Like A Phoenix Rising From The Ashes

I’m not gonna lie. 24 hours ago, I thought the Republican party was dead.

I figured Hillary Clinton was well on her way to surpassing 300 electoral votes—perhaps even racing past the Obama ’12 total of 332. It was a foregone conclusion that the Democrats would reclaim the Senate, as well. I began to think about how eight more years of Obamacare and progressive social policies would create an entire generation of Julias, unable to perceive any possible existence that didn’t involve the evermore intrusive and invasive government’s presence in every facet of their lives. I foresaw a world where all conservative ideals and principles were denounced as racist, sexist, and nationalist, where no man would be permitted to hold a view that didn’t adhere to the one given to him by the media. I imagined a 2024 election much like a California Senate race, where two Democrats ended up fighting for the right to be President. I thought that I would never see another Republican president in my lifetime.

Of course, I was incredibly, gleefully wrong. And so was everybody else.

So today we wake up to headlines like, “Why Did Hillary Clinton Lose?” An entire industry, blinded by their infinite desire to contine the Clinton Hegemony, befuddled as to how the impossible became not only possible, but seemingly inevitable. Some of them didn’t even think it was necessary for them to vote in order for her to win. The sheer arrogance of it all is downright amusing in the aftermath.
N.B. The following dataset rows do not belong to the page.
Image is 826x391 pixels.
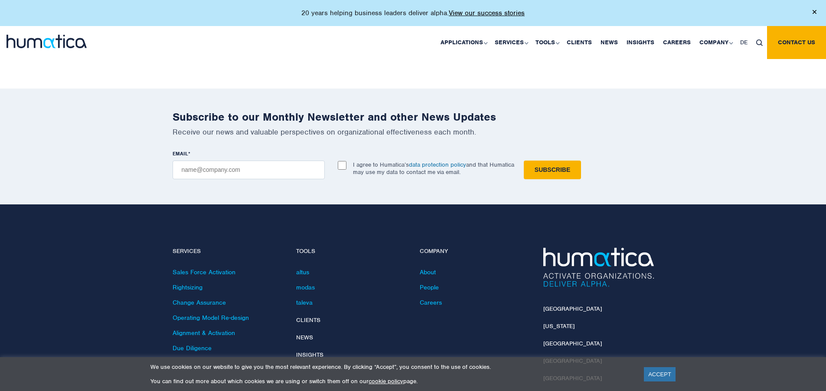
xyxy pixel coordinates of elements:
[409,161,466,168] a: data protection policy
[368,377,403,385] a: cookie policy
[490,26,531,59] a: Services
[7,35,87,48] img: logo
[531,26,562,59] a: Tools
[353,161,514,176] p: I agree to Humatica’s and that Humatica may use my data to contact me via email.
[173,268,235,276] a: Sales Force Activation
[736,26,752,59] a: DE
[420,283,439,291] a: People
[150,377,633,385] p: You can find out more about which cookies we are using or switch them off on our page.
[543,339,602,347] a: [GEOGRAPHIC_DATA]
[173,344,212,352] a: Due Diligence
[436,26,490,59] a: Applications
[659,26,695,59] a: Careers
[543,322,574,329] a: [US_STATE]
[296,268,309,276] a: altus
[543,305,602,312] a: [GEOGRAPHIC_DATA]
[543,248,654,287] img: Humatica
[173,283,202,291] a: Rightsizing
[150,363,633,370] p: We use cookies on our website to give you the most relevant experience. By clicking “Accept”, you...
[173,150,188,157] span: EMAIL
[695,26,736,59] a: Company
[756,39,763,46] img: search_icon
[173,160,325,179] input: name@company.com
[296,351,323,358] a: Insights
[173,110,654,124] h2: Subscribe to our Monthly Newsletter and other News Updates
[296,316,320,323] a: Clients
[562,26,596,59] a: Clients
[596,26,622,59] a: News
[296,283,315,291] a: modas
[173,329,235,336] a: Alignment & Activation
[420,298,442,306] a: Careers
[740,39,747,46] span: DE
[173,298,226,306] a: Change Assurance
[296,333,313,341] a: News
[173,248,283,255] h4: Services
[296,298,313,306] a: taleva
[524,160,581,179] input: Subscribe
[644,367,675,381] a: ACCEPT
[449,9,525,17] a: View our success stories
[338,161,346,170] input: I agree to Humatica’sdata protection policyand that Humatica may use my data to contact me via em...
[173,313,249,321] a: Operating Model Re-design
[420,248,530,255] h4: Company
[622,26,659,59] a: Insights
[173,127,654,137] p: Receive our news and valuable perspectives on organizational effectiveness each month.
[420,268,436,276] a: About
[296,248,407,255] h4: Tools
[767,26,826,59] a: Contact us
[301,9,525,17] p: 20 years helping business leaders deliver alpha.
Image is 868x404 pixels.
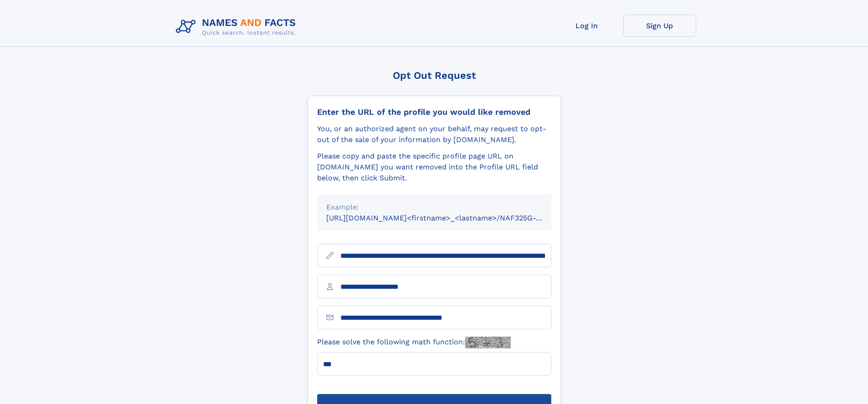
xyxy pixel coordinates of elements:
[550,15,623,37] a: Log In
[623,15,696,37] a: Sign Up
[317,337,511,348] label: Please solve the following math function:
[307,70,561,81] div: Opt Out Request
[326,214,569,222] small: [URL][DOMAIN_NAME]<firstname>_<lastname>/NAF325G-xxxxxxxx
[317,107,551,117] div: Enter the URL of the profile you would like removed
[317,151,551,184] div: Please copy and paste the specific profile page URL on [DOMAIN_NAME] you want removed into the Pr...
[317,124,551,145] div: You, or an authorized agent on your behalf, may request to opt-out of the sale of your informatio...
[326,202,542,213] div: Example:
[172,15,303,39] img: Logo Names and Facts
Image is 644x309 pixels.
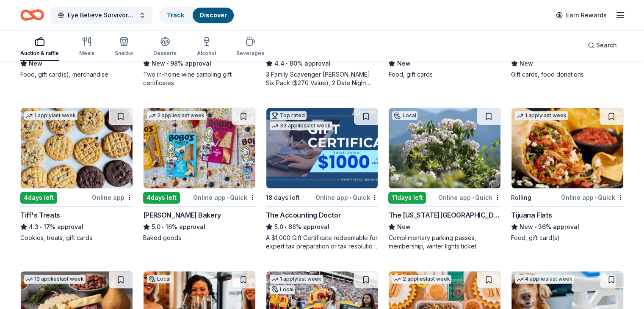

The Left cannot handle this. If Trump had lost, if the Senate had switched hands, do you know what conservatives would have done today? They would have just kept living their lives, just like they have for the last eight years. No meltdown. No bizarre, profanity-ridden rants. No, they would have been sad and disappointed, but they would have gotten up and gone to work and continued to be the economic engine of the country, just like always.

But the Left? They’ve lost their minds. They’ve gone from rabid to straight-up unhinged. I’ve lost about 5 percent of my Facebook friends, Twitter followers, and Instagram peeps, just for saying that I was happy that Trump won. This includes people I’ve considered friends for over twenty years. Not just acquaintances, but personal friends.

“You’re the only person who is voting for Trump that I respect, and I just don’t understand it and I can’t talk about it,” said one close friend of mine. The Left succeeded in not only convincing its followers to vote for its candidate, but to think that voting for somebody else was inconceivably wrong. They could not and still can not discuss it rationally. A Clinton voter could not bring herself to admit that Trump might have been right about immigration, or foreign policy, or terrorism. No, she had to swallow the entire party line, and no deviation was allowed.

There’s infinite blame to pass around, of course, and the Left is wasting no time in doing so. But there are some real reasons why Hillary lost and nobody saw it coming—including me.

False Accusations of Racism: Listen, you just have to stop calling everybody who disagrees with you a racist. All you do when you apply the label of “racist” to your entire opposition is diminish the meaning of the word. Voting against the continuation of Barack Obama’s failed policies does not make one a racist. Wanting to secure our borders, properly vet refugees and immigrants, and solidify our nation does not make one a racist—just ask Germany how it’s working out for them. In fact, Trump underperformed with white males versus Romney in 2012. It was Trump’s performance with the Black and Latino vote that likely led him to victory, so what “racist” conclusions can you draw from that?

I’m tired of being called a racist. I’ve been teammates and bandmates with black men and women my whole life. I dated black and latina women when I was younger. I’ve hired and promoted blacks and latinos. Nobody who has ever spent a single moment around me would call me a racist. Yet my desire to return to conservative financial principles makes me Orville Faubus in the eyes of liberals. It’s ridiculous, and it devalues any actual argument they might have. Real racism exists in the world. Don’t diminish it with your political sideshow.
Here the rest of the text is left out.